Less than two weeks before Venezuela’s presidential election, the head of security for a key opposition figure has been arrested, further raising concerns that the country will not see a fair contest on 28 July, when Nicolás Maduro will seek a third term.
María Corina Machado, the opposition’s outspoken figurehead, wrote on X that her security chief, Milciades Ávila, had been detained early on Wednesday, the latest in string of arrests of opposition activists and staffers.
Machado herself was barred from running by a court decision over alleged fraud violations, which she denies. She tried to appoint a substitute, who was also blocked.
Since then, the opposition has rallied around the candidacy of the retired diplomat Edmundo González, who is leading the polls. He posted a video in which he “denounced the arbitrary detention” of Ávila.
Machado wrote on X: “Maduro has made violence and repression his campaign.”
She wrote that her head of security had been part of her team for the last 10 years, adding: “Ávila has accompanied me around the country and risked his life defending me.
“Early this morning, he was abducted by the regime, accused of gender violence against some women who last Saturday tried to attack Edmundo and me,” she wrote.
Last Saturday, her party, Vente Venezuela, published on social media that “unidentified men and women forcibly entered a restaurant in La Encrucijada where María Corina and Edmundo González and their teams were eating.”
A video posted on X shows two women confronting the politicians. A group of men stands in front of them, and one of the women shouts: “Don’t touch me.”
María Corina Machado wrote: “There are dozens of witnesses and videos proving that this act was a planned provocation to leave us without protection 11 days before 28 July.
The Venezuelan NGO Foro Penal reported that, this year alone, Venezuelan authorities had arrested 102 people linked to Edmundo González’s campaign.
The NGO’s vice-president, Gonzalo Himiob Santomé, said that the arrests reflected “a clear pattern of action against activists, militants, and even collaborators or individuals who provide their services” to the opposition leaders.
“This constitutes a serious and unambiguous indication that a systematic and widespread scheme of restriction is being executed from power against the citizenry due to the specific identity of a group of citizens who identify with the political option proposed by María Corina Machado and Edmundo González,” said Santomé.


PROBLEM STATEMENT: Report every line of the material that contains the string "Administrative".

Content starts

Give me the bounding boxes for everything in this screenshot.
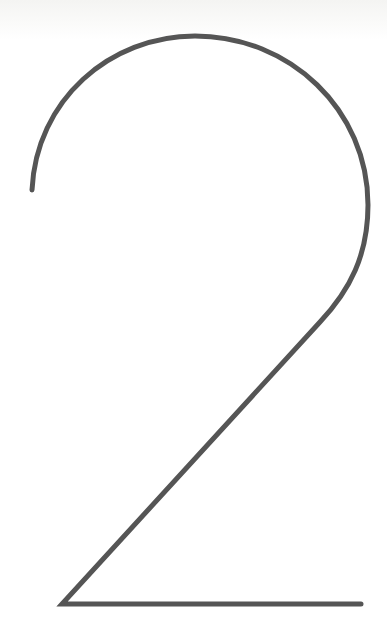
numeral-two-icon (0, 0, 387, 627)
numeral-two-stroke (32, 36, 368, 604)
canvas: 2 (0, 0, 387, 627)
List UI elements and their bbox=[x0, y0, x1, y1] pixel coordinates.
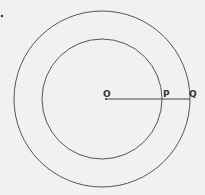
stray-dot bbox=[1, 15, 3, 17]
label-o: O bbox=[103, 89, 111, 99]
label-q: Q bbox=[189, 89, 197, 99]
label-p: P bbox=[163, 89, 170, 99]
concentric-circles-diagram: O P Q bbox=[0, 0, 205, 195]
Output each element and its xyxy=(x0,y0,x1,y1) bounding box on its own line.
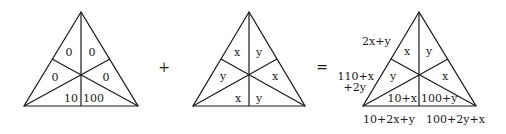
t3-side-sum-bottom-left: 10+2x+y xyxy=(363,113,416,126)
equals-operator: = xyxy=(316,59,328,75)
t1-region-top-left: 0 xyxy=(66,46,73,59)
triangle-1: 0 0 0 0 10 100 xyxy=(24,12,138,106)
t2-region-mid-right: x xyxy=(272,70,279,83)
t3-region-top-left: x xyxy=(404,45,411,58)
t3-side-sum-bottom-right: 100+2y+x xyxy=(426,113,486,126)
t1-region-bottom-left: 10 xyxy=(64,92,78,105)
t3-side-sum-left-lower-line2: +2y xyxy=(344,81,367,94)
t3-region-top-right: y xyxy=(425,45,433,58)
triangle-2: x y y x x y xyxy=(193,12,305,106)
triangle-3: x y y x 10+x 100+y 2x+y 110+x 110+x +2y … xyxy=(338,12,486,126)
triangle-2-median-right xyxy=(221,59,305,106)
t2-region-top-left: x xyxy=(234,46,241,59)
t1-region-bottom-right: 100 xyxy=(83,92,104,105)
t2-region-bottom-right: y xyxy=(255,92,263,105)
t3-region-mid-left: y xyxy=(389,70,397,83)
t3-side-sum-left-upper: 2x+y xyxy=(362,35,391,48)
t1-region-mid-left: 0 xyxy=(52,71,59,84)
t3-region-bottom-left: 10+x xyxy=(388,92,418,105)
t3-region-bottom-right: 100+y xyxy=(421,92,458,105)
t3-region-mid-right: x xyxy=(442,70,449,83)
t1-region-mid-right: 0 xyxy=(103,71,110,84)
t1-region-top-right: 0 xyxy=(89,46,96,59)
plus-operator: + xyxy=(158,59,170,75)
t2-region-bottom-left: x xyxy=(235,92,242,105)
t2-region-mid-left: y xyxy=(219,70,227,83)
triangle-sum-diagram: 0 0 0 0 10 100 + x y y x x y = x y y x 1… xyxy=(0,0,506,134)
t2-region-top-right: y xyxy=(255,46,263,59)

Content ends
Content starts

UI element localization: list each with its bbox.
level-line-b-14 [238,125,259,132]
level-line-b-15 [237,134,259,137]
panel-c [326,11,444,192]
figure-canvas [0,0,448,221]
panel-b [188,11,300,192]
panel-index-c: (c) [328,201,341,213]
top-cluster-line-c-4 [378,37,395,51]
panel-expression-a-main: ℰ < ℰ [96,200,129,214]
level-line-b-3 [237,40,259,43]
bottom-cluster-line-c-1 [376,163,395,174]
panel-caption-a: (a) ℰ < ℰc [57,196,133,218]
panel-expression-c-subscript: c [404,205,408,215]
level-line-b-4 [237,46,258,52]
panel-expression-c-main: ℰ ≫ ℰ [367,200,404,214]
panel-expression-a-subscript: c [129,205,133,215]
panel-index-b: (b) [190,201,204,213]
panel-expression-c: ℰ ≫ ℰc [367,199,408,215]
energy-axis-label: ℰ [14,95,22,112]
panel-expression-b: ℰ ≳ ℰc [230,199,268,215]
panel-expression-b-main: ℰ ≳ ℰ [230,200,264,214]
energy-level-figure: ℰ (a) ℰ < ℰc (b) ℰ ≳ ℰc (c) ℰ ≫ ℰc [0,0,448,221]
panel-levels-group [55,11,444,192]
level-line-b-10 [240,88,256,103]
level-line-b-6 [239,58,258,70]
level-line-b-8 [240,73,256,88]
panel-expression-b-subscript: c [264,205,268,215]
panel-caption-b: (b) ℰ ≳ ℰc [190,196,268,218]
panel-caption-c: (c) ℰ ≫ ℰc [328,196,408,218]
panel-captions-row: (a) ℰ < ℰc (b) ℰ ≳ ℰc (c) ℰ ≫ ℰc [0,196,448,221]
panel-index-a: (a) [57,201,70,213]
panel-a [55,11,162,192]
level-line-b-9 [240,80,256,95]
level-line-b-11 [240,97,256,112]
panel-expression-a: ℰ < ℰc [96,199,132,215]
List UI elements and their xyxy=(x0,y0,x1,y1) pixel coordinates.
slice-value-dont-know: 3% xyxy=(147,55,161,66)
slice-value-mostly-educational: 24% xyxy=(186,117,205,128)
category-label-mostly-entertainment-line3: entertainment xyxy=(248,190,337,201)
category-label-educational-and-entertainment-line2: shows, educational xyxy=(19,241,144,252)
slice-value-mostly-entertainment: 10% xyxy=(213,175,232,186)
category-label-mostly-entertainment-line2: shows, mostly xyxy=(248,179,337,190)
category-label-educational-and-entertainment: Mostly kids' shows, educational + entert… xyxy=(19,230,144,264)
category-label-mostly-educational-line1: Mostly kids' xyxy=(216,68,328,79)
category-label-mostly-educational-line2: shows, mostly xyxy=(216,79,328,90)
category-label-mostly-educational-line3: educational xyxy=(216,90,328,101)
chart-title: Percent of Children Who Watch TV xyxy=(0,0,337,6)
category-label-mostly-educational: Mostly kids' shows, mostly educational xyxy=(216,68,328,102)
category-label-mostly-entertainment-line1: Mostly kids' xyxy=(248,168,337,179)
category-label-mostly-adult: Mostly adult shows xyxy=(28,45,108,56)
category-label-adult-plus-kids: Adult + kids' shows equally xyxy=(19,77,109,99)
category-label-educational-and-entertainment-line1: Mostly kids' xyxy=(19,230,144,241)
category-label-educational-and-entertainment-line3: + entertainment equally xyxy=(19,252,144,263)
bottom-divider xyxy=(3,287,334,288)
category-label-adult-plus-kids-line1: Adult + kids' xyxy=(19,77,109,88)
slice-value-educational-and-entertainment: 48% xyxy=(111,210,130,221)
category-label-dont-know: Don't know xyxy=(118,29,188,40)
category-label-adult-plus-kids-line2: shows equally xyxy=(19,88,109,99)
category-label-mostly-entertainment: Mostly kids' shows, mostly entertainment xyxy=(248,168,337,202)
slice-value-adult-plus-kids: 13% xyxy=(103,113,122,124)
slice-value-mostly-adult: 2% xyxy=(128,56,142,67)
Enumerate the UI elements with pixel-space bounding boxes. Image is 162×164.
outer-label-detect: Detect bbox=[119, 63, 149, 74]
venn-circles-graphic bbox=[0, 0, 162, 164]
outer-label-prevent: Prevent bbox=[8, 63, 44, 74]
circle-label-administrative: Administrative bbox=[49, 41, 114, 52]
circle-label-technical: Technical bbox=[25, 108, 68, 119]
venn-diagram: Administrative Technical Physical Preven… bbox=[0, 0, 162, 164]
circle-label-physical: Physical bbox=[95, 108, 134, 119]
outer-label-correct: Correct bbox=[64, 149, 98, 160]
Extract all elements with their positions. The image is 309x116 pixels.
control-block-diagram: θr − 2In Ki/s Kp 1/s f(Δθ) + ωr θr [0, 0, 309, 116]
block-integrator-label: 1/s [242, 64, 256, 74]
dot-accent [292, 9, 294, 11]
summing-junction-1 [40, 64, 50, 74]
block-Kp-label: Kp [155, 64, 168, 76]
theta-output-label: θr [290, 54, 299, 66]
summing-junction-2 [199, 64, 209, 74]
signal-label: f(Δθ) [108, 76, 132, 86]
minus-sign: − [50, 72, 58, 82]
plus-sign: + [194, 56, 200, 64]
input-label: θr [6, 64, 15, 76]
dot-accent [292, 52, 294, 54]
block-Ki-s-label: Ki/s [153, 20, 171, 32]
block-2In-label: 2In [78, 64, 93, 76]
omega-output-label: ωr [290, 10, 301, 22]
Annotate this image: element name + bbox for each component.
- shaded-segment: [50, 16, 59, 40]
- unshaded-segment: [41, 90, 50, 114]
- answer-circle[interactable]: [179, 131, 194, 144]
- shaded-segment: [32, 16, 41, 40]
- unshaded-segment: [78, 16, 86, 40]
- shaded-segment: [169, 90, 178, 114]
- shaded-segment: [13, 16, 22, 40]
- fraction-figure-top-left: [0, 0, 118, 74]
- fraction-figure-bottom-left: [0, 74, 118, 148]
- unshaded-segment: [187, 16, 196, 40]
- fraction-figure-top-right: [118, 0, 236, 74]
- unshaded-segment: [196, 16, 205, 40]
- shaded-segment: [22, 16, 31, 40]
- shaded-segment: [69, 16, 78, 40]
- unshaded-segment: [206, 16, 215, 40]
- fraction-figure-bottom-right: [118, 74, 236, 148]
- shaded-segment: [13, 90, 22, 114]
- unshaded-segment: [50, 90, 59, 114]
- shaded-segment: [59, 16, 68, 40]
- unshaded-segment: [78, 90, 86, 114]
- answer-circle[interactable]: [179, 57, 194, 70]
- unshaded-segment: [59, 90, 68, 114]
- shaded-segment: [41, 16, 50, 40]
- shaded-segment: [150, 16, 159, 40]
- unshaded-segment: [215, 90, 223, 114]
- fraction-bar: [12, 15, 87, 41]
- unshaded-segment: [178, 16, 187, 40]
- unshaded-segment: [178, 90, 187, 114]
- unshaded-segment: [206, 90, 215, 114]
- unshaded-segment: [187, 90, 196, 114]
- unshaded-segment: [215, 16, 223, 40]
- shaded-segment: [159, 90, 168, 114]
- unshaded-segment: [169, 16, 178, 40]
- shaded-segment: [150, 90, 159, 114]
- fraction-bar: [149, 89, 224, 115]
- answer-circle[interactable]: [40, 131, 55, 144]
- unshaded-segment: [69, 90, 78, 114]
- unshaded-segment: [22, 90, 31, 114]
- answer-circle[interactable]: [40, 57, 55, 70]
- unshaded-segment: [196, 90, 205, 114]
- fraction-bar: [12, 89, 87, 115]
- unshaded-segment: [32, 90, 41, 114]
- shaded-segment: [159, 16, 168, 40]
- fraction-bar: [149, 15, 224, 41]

Content ends
Content starts

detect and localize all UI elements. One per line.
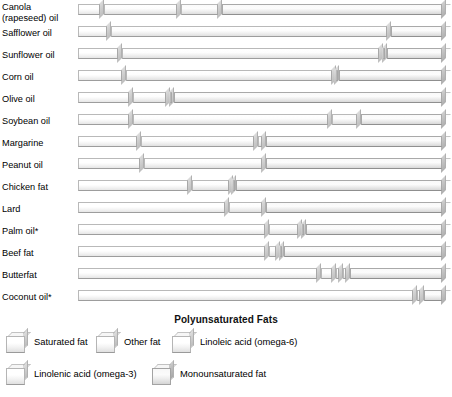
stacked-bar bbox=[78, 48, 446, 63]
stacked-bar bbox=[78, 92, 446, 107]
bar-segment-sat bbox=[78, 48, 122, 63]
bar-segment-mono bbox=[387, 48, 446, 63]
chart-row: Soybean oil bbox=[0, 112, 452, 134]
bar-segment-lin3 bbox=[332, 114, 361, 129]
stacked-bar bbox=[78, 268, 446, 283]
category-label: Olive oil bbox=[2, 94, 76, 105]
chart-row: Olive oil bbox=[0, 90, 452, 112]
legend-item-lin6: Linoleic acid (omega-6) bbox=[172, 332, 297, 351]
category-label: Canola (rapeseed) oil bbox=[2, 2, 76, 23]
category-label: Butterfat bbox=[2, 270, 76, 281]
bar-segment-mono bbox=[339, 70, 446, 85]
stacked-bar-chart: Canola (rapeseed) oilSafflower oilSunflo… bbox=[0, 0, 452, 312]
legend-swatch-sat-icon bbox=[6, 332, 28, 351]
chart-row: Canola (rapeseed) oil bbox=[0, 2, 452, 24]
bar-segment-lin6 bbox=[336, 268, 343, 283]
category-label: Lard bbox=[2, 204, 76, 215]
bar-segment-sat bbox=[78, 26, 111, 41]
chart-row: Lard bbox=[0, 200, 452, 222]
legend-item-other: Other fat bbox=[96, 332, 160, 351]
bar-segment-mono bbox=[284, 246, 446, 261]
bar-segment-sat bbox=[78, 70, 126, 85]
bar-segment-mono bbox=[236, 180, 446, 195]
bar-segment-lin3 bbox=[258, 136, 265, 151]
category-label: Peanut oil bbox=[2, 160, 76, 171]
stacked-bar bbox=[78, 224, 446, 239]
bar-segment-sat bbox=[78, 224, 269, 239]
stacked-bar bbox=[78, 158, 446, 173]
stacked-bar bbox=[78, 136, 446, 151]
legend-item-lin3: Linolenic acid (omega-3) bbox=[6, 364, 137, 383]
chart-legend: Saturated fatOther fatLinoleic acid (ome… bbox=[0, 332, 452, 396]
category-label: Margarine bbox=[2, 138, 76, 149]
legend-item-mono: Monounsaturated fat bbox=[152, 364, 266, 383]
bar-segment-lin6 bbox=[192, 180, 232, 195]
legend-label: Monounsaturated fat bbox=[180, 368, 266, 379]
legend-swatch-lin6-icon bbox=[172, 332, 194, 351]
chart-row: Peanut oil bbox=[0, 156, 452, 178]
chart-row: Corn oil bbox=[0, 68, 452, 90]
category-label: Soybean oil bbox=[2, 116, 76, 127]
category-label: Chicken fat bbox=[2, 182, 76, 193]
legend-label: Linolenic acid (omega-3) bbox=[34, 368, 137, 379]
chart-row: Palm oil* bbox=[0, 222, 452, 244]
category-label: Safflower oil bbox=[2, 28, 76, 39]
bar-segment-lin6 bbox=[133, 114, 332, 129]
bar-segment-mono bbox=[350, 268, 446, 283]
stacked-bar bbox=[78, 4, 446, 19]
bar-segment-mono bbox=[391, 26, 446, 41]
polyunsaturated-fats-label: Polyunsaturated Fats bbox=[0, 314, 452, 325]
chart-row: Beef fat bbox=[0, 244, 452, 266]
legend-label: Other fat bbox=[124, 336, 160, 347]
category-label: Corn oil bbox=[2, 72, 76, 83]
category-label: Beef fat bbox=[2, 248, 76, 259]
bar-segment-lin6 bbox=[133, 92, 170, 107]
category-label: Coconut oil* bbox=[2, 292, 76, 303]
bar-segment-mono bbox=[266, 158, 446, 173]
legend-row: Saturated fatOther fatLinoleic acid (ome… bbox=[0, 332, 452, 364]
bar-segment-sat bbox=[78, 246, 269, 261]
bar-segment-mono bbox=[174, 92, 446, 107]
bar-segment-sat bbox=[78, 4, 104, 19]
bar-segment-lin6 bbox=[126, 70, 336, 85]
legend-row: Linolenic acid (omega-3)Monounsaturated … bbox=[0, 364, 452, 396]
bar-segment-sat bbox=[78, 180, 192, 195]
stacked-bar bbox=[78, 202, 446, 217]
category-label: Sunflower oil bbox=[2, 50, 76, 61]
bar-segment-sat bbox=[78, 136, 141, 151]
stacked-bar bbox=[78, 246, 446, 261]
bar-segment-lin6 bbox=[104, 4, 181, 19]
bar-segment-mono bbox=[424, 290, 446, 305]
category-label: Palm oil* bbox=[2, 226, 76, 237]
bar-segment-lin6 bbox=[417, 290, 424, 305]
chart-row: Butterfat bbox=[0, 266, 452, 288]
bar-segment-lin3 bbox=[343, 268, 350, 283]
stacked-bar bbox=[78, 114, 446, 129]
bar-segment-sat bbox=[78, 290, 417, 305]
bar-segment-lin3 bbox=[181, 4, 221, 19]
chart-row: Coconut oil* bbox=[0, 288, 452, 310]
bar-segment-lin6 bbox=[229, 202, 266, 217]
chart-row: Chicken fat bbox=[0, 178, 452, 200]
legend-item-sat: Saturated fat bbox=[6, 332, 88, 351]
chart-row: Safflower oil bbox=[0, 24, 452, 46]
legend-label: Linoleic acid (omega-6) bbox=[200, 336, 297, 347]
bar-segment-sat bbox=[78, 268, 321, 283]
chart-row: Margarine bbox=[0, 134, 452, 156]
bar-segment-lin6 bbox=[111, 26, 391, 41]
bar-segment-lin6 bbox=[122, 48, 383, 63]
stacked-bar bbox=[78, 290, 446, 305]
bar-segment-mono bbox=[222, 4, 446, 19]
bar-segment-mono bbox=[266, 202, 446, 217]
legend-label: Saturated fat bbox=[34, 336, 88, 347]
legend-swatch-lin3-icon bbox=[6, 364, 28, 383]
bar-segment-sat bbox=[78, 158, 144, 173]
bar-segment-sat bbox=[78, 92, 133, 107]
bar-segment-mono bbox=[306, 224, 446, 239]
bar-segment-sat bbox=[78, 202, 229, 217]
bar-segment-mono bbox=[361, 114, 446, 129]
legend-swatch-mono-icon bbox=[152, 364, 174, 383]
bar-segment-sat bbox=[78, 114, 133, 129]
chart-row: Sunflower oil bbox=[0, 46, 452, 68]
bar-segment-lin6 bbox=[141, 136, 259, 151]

Content ends

YOUR SOLUTION:
circle-label-administrative: Administrative bbox=[49, 41, 114, 52]
venn-diagram: Administrative Technical Physical Preven… bbox=[0, 0, 162, 164]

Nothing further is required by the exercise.